Dear Friends,
As someone who believes wholeheartedly in the transformative qualities of music, I support efforts to provide music and music education to those who can most benefit from it. Musiqa and its far-reaching music education programs give Houston students what they are missing, and much more.
Founded in 2002, the non-profit organization Musiqa presents innovative, interdisciplinary concerts showcasing contemporary classical music through arts integrated curriculum at Houston area Title 1 schools. At no cost to schools, Musiqa provides programs that include:
• in-school workshops
• 10-week or year-long school residencies
• teacher study materials
• bus transportation, and
• a downtown Musiqa performance at the Hobby Center
Musiqa’s music education programs are changing the lives of thousands of these students. By bringing music into the classroom and integrating it with subjects including English, Math, and Science, Musiqa is teaching students to think creatively so they have a chance to overcome predicted outcomes of the low socio-economic status they have inherited.
We need your support to bring this nationally award-winning program to the most underserved children of Houston. Help us offer these children a window into a better world, one of music and innovation, creative thinking, and flexibility to reach for higher goals in life. Please make a donation today and share our commitment to help children access arts integrated curriculum and achieve a better tomorrow.
Thank you,
Roger Hochman, President
Musiqa Board of Trustees
"Our students are very low income students. Any experiences that we can provide for them are valuable. Many have never been downtown, in a theatre, or heard live classical music. It enriches their lives, and broadens their horizons to music and careers they never knew existed."
HISD teacher at a Title 1 school commenting on Musiqa's educational programming.
“Creativity is not a specialized gift: Rather, it is an underlying mechanism of our mental lives...We need to train the whole brain. We need communities of richly mediated minds. Our future as a thriving, productive society-and species--depends upon it.”
Musiqa founder Anthony Brandt, describes the need, “Why Young Minds Need Art,” in a Houston Chronicle editorial, September 9, 2011.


■ **TASK BRIEF**
Copy the data below verbatim, leaving no line out.

■ **RECORDS PROVIDED**
==========
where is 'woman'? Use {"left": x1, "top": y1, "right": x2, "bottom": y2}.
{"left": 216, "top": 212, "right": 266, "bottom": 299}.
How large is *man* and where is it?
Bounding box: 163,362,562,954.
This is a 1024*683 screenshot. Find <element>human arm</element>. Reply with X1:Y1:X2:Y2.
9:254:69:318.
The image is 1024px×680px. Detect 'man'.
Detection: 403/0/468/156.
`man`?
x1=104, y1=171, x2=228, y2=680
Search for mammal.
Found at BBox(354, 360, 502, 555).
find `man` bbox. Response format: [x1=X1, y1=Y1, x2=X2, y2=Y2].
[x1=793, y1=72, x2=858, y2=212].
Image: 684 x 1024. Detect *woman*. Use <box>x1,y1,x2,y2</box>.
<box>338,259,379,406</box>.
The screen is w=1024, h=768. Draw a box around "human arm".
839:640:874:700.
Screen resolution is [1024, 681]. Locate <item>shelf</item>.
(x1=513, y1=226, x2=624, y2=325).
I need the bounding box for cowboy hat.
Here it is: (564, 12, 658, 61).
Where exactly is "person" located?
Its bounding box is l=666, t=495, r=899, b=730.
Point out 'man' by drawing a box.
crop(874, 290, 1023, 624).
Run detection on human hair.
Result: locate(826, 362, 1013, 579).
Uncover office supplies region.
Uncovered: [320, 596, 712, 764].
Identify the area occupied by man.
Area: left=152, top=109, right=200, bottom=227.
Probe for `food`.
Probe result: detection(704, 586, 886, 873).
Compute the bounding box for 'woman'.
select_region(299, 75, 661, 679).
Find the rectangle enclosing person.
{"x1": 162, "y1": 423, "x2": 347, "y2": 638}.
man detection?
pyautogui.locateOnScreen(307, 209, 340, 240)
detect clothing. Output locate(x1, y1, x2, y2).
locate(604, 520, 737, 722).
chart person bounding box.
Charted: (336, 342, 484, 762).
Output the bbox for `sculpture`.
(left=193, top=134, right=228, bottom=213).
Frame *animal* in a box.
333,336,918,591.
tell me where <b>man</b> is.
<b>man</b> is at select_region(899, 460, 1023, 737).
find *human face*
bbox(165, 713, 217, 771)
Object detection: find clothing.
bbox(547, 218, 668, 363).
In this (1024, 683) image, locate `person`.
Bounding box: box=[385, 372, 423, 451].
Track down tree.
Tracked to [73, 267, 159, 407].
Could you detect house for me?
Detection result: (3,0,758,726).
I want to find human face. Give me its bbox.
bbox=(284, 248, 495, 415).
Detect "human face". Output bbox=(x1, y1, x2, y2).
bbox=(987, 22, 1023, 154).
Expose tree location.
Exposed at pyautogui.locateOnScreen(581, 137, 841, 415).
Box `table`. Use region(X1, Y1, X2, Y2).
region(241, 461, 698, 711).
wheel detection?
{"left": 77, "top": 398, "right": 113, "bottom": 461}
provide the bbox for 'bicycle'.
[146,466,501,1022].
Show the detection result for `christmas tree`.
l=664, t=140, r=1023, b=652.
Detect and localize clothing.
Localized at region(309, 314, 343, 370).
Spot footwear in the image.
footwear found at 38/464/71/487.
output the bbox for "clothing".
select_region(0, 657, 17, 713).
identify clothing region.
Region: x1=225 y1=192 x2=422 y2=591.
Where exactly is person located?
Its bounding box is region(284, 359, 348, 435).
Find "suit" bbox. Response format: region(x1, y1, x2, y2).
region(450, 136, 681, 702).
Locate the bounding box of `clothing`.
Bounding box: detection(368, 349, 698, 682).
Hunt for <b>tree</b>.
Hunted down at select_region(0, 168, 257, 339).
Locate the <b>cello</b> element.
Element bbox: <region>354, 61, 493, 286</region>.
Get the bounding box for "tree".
==========
■ **ANSWER TO THE EXERCISE**
where is 'woman'? Use {"left": x1, "top": y1, "right": x2, "bottom": y2}.
{"left": 216, "top": 212, "right": 266, "bottom": 299}.
How large is *man* and where is it?
Bounding box: 163,362,562,954.
This is a 1024*683 screenshot. Find <element>human arm</element>. Reply with X1:Y1:X2:Y2.
9:254:69:318.
The image is 1024px×680px. Detect 'man'.
Detection: 403/0/468/156.
`man`?
x1=104, y1=171, x2=228, y2=680
Search for mammal.
Found at BBox(354, 360, 502, 555).
find `man` bbox. Response format: [x1=X1, y1=Y1, x2=X2, y2=Y2].
[x1=793, y1=72, x2=858, y2=212].
Image: 684 x 1024. Detect *woman*. Use <box>x1,y1,x2,y2</box>.
<box>338,259,379,406</box>.
The screen is w=1024, h=768. Draw a box around "human arm".
839:640:874:700.
Screen resolution is [1024, 681]. Locate <item>shelf</item>.
(x1=513, y1=226, x2=624, y2=325).
I need the bounding box for cowboy hat.
Here it is: (564, 12, 658, 61).
Where exactly is "person" located?
Its bounding box is l=666, t=495, r=899, b=730.
Point out 'man' by drawing a box.
crop(874, 290, 1023, 624).
Run detection on human hair.
Result: locate(826, 362, 1013, 579).
Uncover office supplies region.
Uncovered: [320, 596, 712, 764].
Identify the area occupied by man.
Area: left=152, top=109, right=200, bottom=227.
Probe for `food`.
Probe result: detection(704, 586, 886, 873).
Compute the bounding box for 'woman'.
select_region(299, 75, 661, 679).
Find the rectangle enclosing person.
{"x1": 162, "y1": 423, "x2": 347, "y2": 638}.
man detection?
pyautogui.locateOnScreen(307, 209, 340, 240)
detect clothing. Output locate(x1, y1, x2, y2).
locate(604, 520, 737, 722).
chart person bounding box.
Charted: (336, 342, 484, 762).
Output the bbox for `sculpture`.
(left=193, top=134, right=228, bottom=213).
Frame *animal* in a box.
333,336,918,591.
tell me where <b>man</b> is.
<b>man</b> is at select_region(899, 460, 1023, 737).
find *human face*
bbox(165, 713, 217, 771)
Object detection: find clothing.
bbox(547, 218, 668, 363).
In this (1024, 683) image, locate `person`.
Bounding box: box=[385, 372, 423, 451].
Track down tree.
Tracked to [73, 267, 159, 407].
Could you detect house for me?
Detection result: (3,0,758,726).
I want to find human face. Give me its bbox.
bbox=(284, 248, 495, 415).
Detect "human face". Output bbox=(x1, y1, x2, y2).
bbox=(987, 22, 1023, 154).
Expose tree location.
Exposed at pyautogui.locateOnScreen(581, 137, 841, 415).
Box `table`. Use region(X1, Y1, X2, Y2).
region(241, 461, 698, 711).
wheel detection?
{"left": 77, "top": 398, "right": 113, "bottom": 461}
provide the bbox for 'bicycle'.
[146,466,501,1022].
Show the detection result for `christmas tree`.
l=664, t=140, r=1023, b=652.
Detect and localize clothing.
Localized at region(309, 314, 343, 370).
Spot footwear in the image.
footwear found at 38/464/71/487.
output the bbox for "clothing".
select_region(0, 657, 17, 713).
identify clothing region.
Region: x1=225 y1=192 x2=422 y2=591.
Where exactly is person located?
Its bounding box is region(284, 359, 348, 435).
Find "suit" bbox. Response format: region(x1, y1, x2, y2).
region(450, 136, 681, 702).
Locate the bounding box of `clothing`.
Bounding box: detection(368, 349, 698, 682).
Hunt for <b>tree</b>.
Hunted down at select_region(0, 168, 257, 339).
Locate the <b>cello</b> element.
Element bbox: <region>354, 61, 493, 286</region>.
Get the bounding box for "tree".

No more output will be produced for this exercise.